Wednesday, December 13, 2006

MM Sider: The Taxonomy of Positions

As I understand it, I very much agree with the taxonomical part in Ted Sider's ‘Criteria of Personal Identity and the Limits of Conceptual Analysis.’ Actually, as I understand it, his fits nicely with the three-fold classification I’ve been suggesting in previous posts ;-)! Let me elaborate.

On the one hand there are genuine semantic disputes, where participants dispute as to whether which is the correct analysis of a given target term or concept (of the sort of Karen’s martini case we have already discussed here). These are cases “under the scope of conceptual analysis” where premise 2 fails (see p. 201): “use” fits one of the proposal better than the alternatives.

On the other hand there are merely apparent disputes, in a certain sense to be dismissed—what Siders calls ‘no-fact-of-the-matter’ cases. He seems to characterize them as cases where there is there is semantic indecision between the alternatives: nothing in “use” (nor in the “eligibility” of the options) settles one option as the semantic right one. I think I agree that this is a sufficient condition for (true) “dismissivism” (actually, something like this seems what is argued in Sidelle 2001), I am curious about whether it is also necessary.

Finally, there are genuine metaphysical disputes, where none of the former applies (and I side with him against Karen that composition provides a nice example.)

Sider illustrates this with the case of ‘person.’ Let ‘person*’ be the entities individuated by psychological conditions, and ‘person#’ be the entities individuated by the bodily conditions. Every (relevant) disputant would agree that a description in terms of persons* and persons# is complete with respect to which (relevant) facts there are. The remaining issue is how there are to be described in terms of the older ‘person.’ If there is a semantic fact of the matter, then the dispute is genuine, though semantic. Otherwise, the dispute turns out not to be genuine after all, and all subsequent discussion should, I guess, be dismissed. Sider thinks the latter is the case, I tend to think that the former seems more plausible (see discussion in section 4), but this is another matter.

3 comments:

Dan López de Sa said...

Ups, when publishing my post, Pablo's appeared, and there seems ot be some overlap in themes, sorry about that!

(Do people have the problem of having to reload the page in order to get the new posts? Please give feedback in the technical thread.)

Pablo said...

I think I agree with every point you make here, except maybe with the minor point of attributing Bennett the view that the debate over composition is “not genuine”. I do not remember if actually says this, but it sounds like the kind of thing that a semantic dismissivist would say, not an epistemic dismissivist. It is just a terminological point, though.

Dan López de Sa said...

Nice!

Re the minor point: As I inderstand it, Sider regards the debate on composition as a genuinely metaphysical dispute, by contrast with semanticism and (true) dismissivism (and, I guess, Karen's "epistemic dismissivism", although I feel I still don't grasp the view properly I am afraid). I agree with Sider here, and Karen doesn't, don't you think?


**DIRECTIONS FOR THIS TASK**: When you return the material, keep every line exactly as it is and omit the pictures.

-.-.-

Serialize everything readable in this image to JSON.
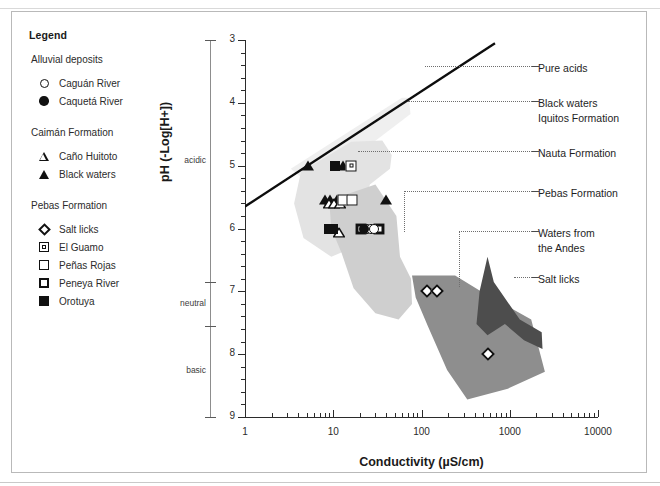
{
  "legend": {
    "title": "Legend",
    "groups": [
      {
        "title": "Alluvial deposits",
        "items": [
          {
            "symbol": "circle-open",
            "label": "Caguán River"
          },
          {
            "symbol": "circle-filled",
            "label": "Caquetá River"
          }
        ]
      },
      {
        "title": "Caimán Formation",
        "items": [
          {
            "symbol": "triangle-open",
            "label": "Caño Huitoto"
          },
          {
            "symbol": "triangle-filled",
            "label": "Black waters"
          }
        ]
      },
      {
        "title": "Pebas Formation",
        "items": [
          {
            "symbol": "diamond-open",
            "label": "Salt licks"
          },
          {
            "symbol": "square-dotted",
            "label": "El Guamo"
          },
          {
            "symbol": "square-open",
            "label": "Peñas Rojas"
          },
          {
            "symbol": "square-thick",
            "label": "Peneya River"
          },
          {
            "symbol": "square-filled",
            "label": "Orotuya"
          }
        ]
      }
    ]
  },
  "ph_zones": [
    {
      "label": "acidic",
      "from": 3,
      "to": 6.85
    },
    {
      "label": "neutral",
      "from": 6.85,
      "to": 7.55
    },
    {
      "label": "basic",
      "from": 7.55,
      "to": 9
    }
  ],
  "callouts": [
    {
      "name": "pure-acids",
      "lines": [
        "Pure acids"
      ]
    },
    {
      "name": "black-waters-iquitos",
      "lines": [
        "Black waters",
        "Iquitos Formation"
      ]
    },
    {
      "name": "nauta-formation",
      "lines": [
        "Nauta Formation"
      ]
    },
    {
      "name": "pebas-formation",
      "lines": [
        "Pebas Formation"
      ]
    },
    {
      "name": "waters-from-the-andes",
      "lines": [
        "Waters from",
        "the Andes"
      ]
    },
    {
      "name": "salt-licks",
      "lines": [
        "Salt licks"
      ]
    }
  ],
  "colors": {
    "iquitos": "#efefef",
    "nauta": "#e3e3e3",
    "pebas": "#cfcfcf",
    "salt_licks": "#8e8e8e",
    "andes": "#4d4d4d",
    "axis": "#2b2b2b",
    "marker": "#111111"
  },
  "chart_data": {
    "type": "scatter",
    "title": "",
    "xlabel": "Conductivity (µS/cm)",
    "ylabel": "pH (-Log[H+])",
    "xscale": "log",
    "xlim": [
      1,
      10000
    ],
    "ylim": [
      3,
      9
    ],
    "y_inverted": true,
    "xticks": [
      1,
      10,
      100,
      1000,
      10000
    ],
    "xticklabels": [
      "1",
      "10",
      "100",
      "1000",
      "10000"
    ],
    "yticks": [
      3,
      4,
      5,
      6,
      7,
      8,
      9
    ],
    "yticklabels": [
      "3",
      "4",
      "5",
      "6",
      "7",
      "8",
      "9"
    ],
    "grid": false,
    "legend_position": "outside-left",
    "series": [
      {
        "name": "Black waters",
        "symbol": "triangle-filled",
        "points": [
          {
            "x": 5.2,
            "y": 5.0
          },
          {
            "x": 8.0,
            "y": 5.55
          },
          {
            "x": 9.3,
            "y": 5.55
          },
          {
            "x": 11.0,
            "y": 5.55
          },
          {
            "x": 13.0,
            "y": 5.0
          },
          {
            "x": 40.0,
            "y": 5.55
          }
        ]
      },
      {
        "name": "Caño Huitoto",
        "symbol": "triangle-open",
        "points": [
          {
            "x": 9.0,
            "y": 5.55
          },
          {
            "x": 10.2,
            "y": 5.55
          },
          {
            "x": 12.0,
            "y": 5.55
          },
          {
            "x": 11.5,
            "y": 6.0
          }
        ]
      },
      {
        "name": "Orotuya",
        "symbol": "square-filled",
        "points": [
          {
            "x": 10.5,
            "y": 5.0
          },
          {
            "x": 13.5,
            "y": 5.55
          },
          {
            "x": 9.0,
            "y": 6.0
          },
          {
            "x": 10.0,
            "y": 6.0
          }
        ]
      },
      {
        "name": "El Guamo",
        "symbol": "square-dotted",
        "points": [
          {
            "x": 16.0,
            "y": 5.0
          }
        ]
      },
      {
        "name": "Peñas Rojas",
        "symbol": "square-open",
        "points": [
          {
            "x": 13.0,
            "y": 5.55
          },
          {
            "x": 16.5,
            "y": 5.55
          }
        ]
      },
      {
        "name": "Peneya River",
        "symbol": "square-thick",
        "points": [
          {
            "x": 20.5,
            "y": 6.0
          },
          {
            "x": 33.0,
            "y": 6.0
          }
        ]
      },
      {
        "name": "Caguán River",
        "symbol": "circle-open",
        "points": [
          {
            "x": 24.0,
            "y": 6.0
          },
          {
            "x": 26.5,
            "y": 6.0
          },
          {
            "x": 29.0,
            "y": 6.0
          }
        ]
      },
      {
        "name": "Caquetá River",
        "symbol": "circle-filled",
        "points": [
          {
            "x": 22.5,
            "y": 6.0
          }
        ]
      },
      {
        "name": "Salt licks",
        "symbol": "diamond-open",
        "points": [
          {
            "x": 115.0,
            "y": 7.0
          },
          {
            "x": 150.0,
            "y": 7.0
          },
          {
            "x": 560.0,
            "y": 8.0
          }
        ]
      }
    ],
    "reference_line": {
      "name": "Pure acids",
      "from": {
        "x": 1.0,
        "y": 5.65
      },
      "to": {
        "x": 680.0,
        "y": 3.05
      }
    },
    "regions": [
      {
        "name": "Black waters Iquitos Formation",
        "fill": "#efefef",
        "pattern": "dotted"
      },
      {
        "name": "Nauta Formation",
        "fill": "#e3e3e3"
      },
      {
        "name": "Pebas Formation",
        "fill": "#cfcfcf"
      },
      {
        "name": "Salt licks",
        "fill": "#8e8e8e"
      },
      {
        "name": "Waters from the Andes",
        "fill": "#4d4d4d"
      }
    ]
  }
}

-.-.-

**EXPECTED ANSWER**:
Serialize everything readable in this image to JSON.
{
  "legend": {
    "title": "Legend",
    "groups": [
      {
        "title": "Alluvial deposits",
        "items": [
          {
            "symbol": "circle-open",
            "label": "Caguán River"
          },
          {
            "symbol": "circle-filled",
            "label": "Caquetá River"
          }
        ]
      },
      {
        "title": "Caimán Formation",
        "items": [
          {
            "symbol": "triangle-open",
            "label": "Caño Huitoto"
          },
          {
            "symbol": "triangle-filled",
            "label": "Black waters"
          }
        ]
      },
      {
        "title": "Pebas Formation",
        "items": [
          {
            "symbol": "diamond-open",
            "label": "Salt licks"
          },
          {
            "symbol": "square-dotted",
            "label": "El Guamo"
          },
          {
            "symbol": "square-open",
            "label": "Peñas Rojas"
          },
          {
            "symbol": "square-thick",
            "label": "Peneya River"
          },
          {
            "symbol": "square-filled",
            "label": "Orotuya"
          }
        ]
      }
    ]
  },
  "ph_zones": [
    {
      "label": "acidic",
      "from": 3,
      "to": 6.85
    },
    {
      "label": "neutral",
      "from": 6.85,
      "to": 7.55
    },
    {
      "label": "basic",
      "from": 7.55,
      "to": 9
    }
  ],
  "callouts": [
    {
      "name": "pure-acids",
      "lines": [
        "Pure acids"
      ]
    },
    {
      "name": "black-waters-iquitos",
      "lines": [
        "Black waters",
        "Iquitos Formation"
      ]
    },
    {
      "name": "nauta-formation",
      "lines": [
        "Nauta Formation"
      ]
    },
    {
      "name": "pebas-formation",
      "lines": [
        "Pebas Formation"
      ]
    },
    {
      "name": "waters-from-the-andes",
      "lines": [
        "Waters from",
        "the Andes"
      ]
    },
    {
      "name": "salt-licks",
      "lines": [
        "Salt licks"
      ]
    }
  ],
  "colors": {
    "iquitos": "#efefef",
    "nauta": "#e3e3e3",
    "pebas": "#cfcfcf",
    "salt_licks": "#8e8e8e",
    "andes": "#4d4d4d",
    "axis": "#2b2b2b",
    "marker": "#111111"
  },
  "chart_data": {
    "type": "scatter",
    "title": "",
    "xlabel": "Conductivity (µS/cm)",
    "ylabel": "pH (-Log[H+])",
    "xscale": "log",
    "xlim": [
      1,
      10000
    ],
    "ylim": [
      3,
      9
    ],
    "y_inverted": true,
    "xticks": [
      1,
      10,
      100,
      1000,
      10000
    ],
    "xticklabels": [
      "1",
      "10",
      "100",
      "1000",
      "10000"
    ],
    "yticks": [
      3,
      4,
      5,
      6,
      7,
      8,
      9
    ],
    "yticklabels": [
      "3",
      "4",
      "5",
      "6",
      "7",
      "8",
      "9"
    ],
    "grid": false,
    "legend_position": "outside-left",
    "series": [
      {
        "name": "Black waters",
        "symbol": "triangle-filled",
        "points": [
          {
            "x": 5.2,
            "y": 5.0
          },
          {
            "x": 8.0,
            "y": 5.55
          },
          {
            "x": 9.3,
            "y": 5.55
          },
          {
            "x": 11.0,
            "y": 5.55
          },
          {
            "x": 13.0,
            "y": 5.0
          },
          {
            "x": 40.0,
            "y": 5.55
          }
        ]
      },
      {
        "name": "Caño Huitoto",
        "symbol": "triangle-open",
        "points": [
          {
            "x": 9.0,
            "y": 5.55
          },
          {
            "x": 10.2,
            "y": 5.55
          },
          {
            "x": 12.0,
            "y": 5.55
          },
          {
            "x": 11.5,
            "y": 6.0
          }
        ]
      },
      {
        "name": "Orotuya",
        "symbol": "square-filled",
        "points": [
          {
            "x": 10.5,
            "y": 5.0
          },
          {
            "x": 13.5,
            "y": 5.55
          },
          {
            "x": 9.0,
            "y": 6.0
          },
          {
            "x": 10.0,
            "y": 6.0
          }
        ]
      },
      {
        "name": "El Guamo",
        "symbol": "square-dotted",
        "points": [
          {
            "x": 16.0,
            "y": 5.0
          }
        ]
      },
      {
        "name": "Peñas Rojas",
        "symbol": "square-open",
        "points": [
          {
            "x": 13.0,
            "y": 5.55
          },
          {
            "x": 16.5,
            "y": 5.55
          }
        ]
      },
      {
        "name": "Peneya River",
        "symbol": "square-thick",
        "points": [
          {
            "x": 20.5,
            "y": 6.0
          },
          {
            "x": 33.0,
            "y": 6.0
          }
        ]
      },
      {
        "name": "Caguán River",
        "symbol": "circle-open",
        "points": [
          {
            "x": 24.0,
            "y": 6.0
          },
          {
            "x": 26.5,
            "y": 6.0
          },
          {
            "x": 29.0,
            "y": 6.0
          }
        ]
      },
      {
        "name": "Caquetá River",
        "symbol": "circle-filled",
        "points": [
          {
            "x": 22.5,
            "y": 6.0
          }
        ]
      },
      {
        "name": "Salt licks",
        "symbol": "diamond-open",
        "points": [
          {
            "x": 115.0,
            "y": 7.0
          },
          {
            "x": 150.0,
            "y": 7.0
          },
          {
            "x": 560.0,
            "y": 8.0
          }
        ]
      }
    ],
    "reference_line": {
      "name": "Pure acids",
      "from": {
        "x": 1.0,
        "y": 5.65
      },
      "to": {
        "x": 680.0,
        "y": 3.05
      }
    },
    "regions": [
      {
        "name": "Black waters Iquitos Formation",
        "fill": "#efefef",
        "pattern": "dotted"
      },
      {
        "name": "Nauta Formation",
        "fill": "#e3e3e3"
      },
      {
        "name": "Pebas Formation",
        "fill": "#cfcfcf"
      },
      {
        "name": "Salt licks",
        "fill": "#8e8e8e"
      },
      {
        "name": "Waters from the Andes",
        "fill": "#4d4d4d"
      }
    ]
  }
}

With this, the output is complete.